Dell Debuts AMD Ryzen Powered Inspiron Gaming Desktop And Inspiron 27 7000 All-in-One PC
Dell is no stranger to building desktop systems for gamers, though its new Inspiron Gaming Desktop is Dell's first-ever gaming desktop under its Inspiron brand. With a starting price of just $600 and a bunch of optional upgrades, Dell is hoping to attract a wide range of gamers.
All Inspiron Gaming Desktop PCs sport a new design with a "dramatic look and feel gamers look for," though it's not just all about the bling. Dell's new desktop boasts better ventilation than its previous desktop towers to keep those gaming components nice and chilly. That's important because the Inspiron Gaming Desktop supports power supply options up to 850W for running dual discrete graphics cards.
Processor options range from a 7th generation AMD A10-9700 quad-core APU with integrated Radeon R7 graphics on up to a Ryzen 7 1700X with 8 cores and 16 threads. These get nestled into an AMD Promontory X370 motherboard and paird with up to 32GB of DDR4-2400 memory.
Gamers can choose between one of three Polaris parts from AMD, including the Radeon RX 560 2GB, Radeon RX 570 4GB, and Radeon RX 580 8GB, or go with NVIDIA's Pascal-based GeForce GTX 1060 6GB. On the storage side, buyers can opt for a single 3.5-inch or 2.5-inch HDD up to 2TB, an M.2 SSD up to 256GB, or a combination of the two.
Other features include built-in 802.11ac Wi-Fi, Bluetooth 4.1, GbE LAN, USB 3.1 connectivity (Type-A and Type-C), a tray-load optical drive, and various other odds and ends.
The Inspiron Gaming Desktop is available now in China, with worldwide availability expected in the coming weeks.
Inspiron 27 7000 AIO
All-in-one machines have earned street cred among gamers with newer models sporting increasingly powerful hardware, high-quality displays, and discrete graphics cards. Dell's Insprion 27 7000 joins the fray with a virtually borderless (on the sides) 27-inch InfinityEdge display with resolutions up to 4K, along with some impressive hardware underneath the hood.
Pricing starts at $1,000 for a configuration that includes a quad-core AMD Ryzen 5 1400 processor paired with a Radeon RX 560 4GB GPU. That is not an overly potent combination, though enough to push playable framerates in most games at 1080p.
For gamers who want a bit more power, a $1,300 setup bumps things up to an 8-core Ryzen 7 1700 CPU paired with a Radeon RX 580 8GB GPU. That is enough to rip through games at 1080p and even 1440p in some cases. It also opens the door to VR gaming.
Dell's latest AIO can be filled with up to 32GB of DDR4-2400 memory. It can also accommodate dual drive configurations culminating in a 256GB PCIe NVMe SSD + 1TB HDD combo. And of course users will find 802.11ac Wi-Fi and Bluetooth 4.1 connectivity baked in, plus a GbE LAN port for wired connections.
Other features include two USB 2.0 ports, four USB 3.1 Gen1 Type-A ports, a single USB 3.1 Type-C port, HDMI in and HDMI out, headphone/microphone combo jback, SD card reader, and an audit output.
As with the Inspiron Gaming Desktop, Dell says its AIO is available in China now, with worldwide availability in the coming weeks.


■ **YOUR INSTRUCTIONS**: Please copy out the records that follow, word for word.

(Spatial localization data)
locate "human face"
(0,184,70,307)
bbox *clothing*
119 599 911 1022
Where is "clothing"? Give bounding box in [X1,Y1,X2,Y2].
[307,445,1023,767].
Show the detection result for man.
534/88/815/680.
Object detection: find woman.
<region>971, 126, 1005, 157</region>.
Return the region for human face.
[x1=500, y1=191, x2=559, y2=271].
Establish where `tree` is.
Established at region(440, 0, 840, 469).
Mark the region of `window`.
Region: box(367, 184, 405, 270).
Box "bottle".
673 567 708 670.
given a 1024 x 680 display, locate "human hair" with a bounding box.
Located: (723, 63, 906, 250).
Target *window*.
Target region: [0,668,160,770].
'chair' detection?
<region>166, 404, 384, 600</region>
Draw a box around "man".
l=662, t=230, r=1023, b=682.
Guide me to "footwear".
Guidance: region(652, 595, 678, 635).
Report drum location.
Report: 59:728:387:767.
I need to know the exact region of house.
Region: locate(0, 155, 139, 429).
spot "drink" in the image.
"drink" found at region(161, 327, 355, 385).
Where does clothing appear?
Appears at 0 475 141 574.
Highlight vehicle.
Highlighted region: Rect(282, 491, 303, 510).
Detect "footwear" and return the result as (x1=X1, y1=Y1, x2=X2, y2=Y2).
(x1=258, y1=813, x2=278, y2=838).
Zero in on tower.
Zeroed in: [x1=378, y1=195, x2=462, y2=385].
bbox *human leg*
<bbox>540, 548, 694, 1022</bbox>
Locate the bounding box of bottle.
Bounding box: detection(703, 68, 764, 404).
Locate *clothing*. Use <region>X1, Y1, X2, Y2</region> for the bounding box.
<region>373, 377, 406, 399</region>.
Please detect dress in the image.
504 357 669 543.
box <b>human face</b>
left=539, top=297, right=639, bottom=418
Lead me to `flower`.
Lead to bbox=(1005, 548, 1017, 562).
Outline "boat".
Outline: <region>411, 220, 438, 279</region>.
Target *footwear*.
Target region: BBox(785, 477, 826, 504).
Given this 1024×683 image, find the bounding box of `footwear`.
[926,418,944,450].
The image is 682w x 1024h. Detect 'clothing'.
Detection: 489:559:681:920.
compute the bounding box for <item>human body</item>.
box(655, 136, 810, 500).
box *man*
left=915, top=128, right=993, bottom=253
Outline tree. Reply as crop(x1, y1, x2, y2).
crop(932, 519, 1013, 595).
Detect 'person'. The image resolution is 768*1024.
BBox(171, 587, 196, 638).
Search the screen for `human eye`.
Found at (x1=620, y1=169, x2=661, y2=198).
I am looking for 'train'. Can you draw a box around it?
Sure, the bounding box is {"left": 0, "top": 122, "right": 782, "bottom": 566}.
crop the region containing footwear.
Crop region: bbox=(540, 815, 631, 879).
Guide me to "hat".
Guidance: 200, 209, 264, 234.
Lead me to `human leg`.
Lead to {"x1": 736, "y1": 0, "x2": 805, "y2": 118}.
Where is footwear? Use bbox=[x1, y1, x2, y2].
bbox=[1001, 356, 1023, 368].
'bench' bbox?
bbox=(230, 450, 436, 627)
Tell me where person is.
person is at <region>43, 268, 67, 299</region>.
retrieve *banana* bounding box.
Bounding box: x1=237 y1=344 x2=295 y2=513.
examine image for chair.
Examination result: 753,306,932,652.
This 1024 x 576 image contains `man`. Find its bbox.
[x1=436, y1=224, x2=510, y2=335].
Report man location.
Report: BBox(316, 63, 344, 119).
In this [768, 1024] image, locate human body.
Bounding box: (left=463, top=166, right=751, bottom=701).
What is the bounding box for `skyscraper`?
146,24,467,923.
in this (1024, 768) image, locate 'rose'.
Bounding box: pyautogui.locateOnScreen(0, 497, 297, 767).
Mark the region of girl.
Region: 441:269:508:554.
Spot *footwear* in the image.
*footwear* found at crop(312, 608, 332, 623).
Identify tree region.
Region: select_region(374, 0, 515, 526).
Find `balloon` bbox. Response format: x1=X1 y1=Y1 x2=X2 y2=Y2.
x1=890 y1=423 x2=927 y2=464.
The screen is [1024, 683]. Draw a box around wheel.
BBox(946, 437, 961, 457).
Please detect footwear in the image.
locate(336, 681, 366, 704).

■ **RESULT**:
locate "human face"
(0,184,70,307)
bbox *clothing*
119 599 911 1022
Where is "clothing"? Give bounding box in [X1,Y1,X2,Y2].
[307,445,1023,767].
Show the detection result for man.
534/88/815/680.
Object detection: find woman.
<region>971, 126, 1005, 157</region>.
Return the region for human face.
[x1=500, y1=191, x2=559, y2=271].
Establish where `tree` is.
Established at region(440, 0, 840, 469).
Mark the region of `window`.
Region: box(367, 184, 405, 270).
Box "bottle".
673 567 708 670.
given a 1024 x 680 display, locate "human hair" with a bounding box.
Located: (723, 63, 906, 250).
Target *window*.
Target region: [0,668,160,770].
'chair' detection?
<region>166, 404, 384, 600</region>
Draw a box around "man".
l=662, t=230, r=1023, b=682.
Guide me to "footwear".
Guidance: region(652, 595, 678, 635).
Report drum location.
Report: 59:728:387:767.
I need to know the exact region of house.
Region: locate(0, 155, 139, 429).
spot "drink" in the image.
"drink" found at region(161, 327, 355, 385).
Where does clothing appear?
Appears at 0 475 141 574.
Highlight vehicle.
Highlighted region: Rect(282, 491, 303, 510).
Detect "footwear" and return the result as (x1=X1, y1=Y1, x2=X2, y2=Y2).
(x1=258, y1=813, x2=278, y2=838).
Zero in on tower.
Zeroed in: [x1=378, y1=195, x2=462, y2=385].
bbox *human leg*
<bbox>540, 548, 694, 1022</bbox>
Locate the bounding box of bottle.
Bounding box: detection(703, 68, 764, 404).
Locate *clothing*. Use <region>X1, Y1, X2, Y2</region> for the bounding box.
<region>373, 377, 406, 399</region>.
Please detect dress in the image.
504 357 669 543.
box <b>human face</b>
left=539, top=297, right=639, bottom=418
Lead me to `flower`.
Lead to bbox=(1005, 548, 1017, 562).
Outline "boat".
Outline: <region>411, 220, 438, 279</region>.
Target *footwear*.
Target region: BBox(785, 477, 826, 504).
Given this 1024×683 image, find the bounding box of `footwear`.
[926,418,944,450].
The image is 682w x 1024h. Detect 'clothing'.
Detection: 489:559:681:920.
compute the bounding box for <item>human body</item>.
box(655, 136, 810, 500).
box *man*
left=915, top=128, right=993, bottom=253
Outline tree. Reply as crop(x1, y1, x2, y2).
crop(932, 519, 1013, 595).
Detect 'person'. The image resolution is 768*1024.
BBox(171, 587, 196, 638).
Search the screen for `human eye`.
Found at (x1=620, y1=169, x2=661, y2=198).
I am looking for 'train'. Can you draw a box around it?
Sure, the bounding box is {"left": 0, "top": 122, "right": 782, "bottom": 566}.
crop the region containing footwear.
Crop region: bbox=(540, 815, 631, 879).
Guide me to "hat".
Guidance: 200, 209, 264, 234.
Lead me to `human leg`.
Lead to {"x1": 736, "y1": 0, "x2": 805, "y2": 118}.
Where is footwear? Use bbox=[x1, y1, x2, y2].
bbox=[1001, 356, 1023, 368].
'bench' bbox?
bbox=(230, 450, 436, 627)
Tell me where person is.
person is at <region>43, 268, 67, 299</region>.
retrieve *banana* bounding box.
Bounding box: x1=237 y1=344 x2=295 y2=513.
examine image for chair.
Examination result: 753,306,932,652.
This 1024 x 576 image contains `man`. Find its bbox.
[x1=436, y1=224, x2=510, y2=335].
Report man location.
Report: BBox(316, 63, 344, 119).
In this [768, 1024] image, locate human body.
Bounding box: (left=463, top=166, right=751, bottom=701).
What is the bounding box for `skyscraper`?
146,24,467,923.
in this (1024, 768) image, locate 'rose'.
Bounding box: pyautogui.locateOnScreen(0, 497, 297, 767).
Mark the region of girl.
Region: 441:269:508:554.
Spot *footwear* in the image.
*footwear* found at crop(312, 608, 332, 623).
Identify tree region.
Region: select_region(374, 0, 515, 526).
Find `balloon` bbox. Response format: x1=X1 y1=Y1 x2=X2 y2=Y2.
x1=890 y1=423 x2=927 y2=464.
The screen is [1024, 683]. Draw a box around wheel.
BBox(946, 437, 961, 457).
Please detect footwear in the image.
locate(336, 681, 366, 704).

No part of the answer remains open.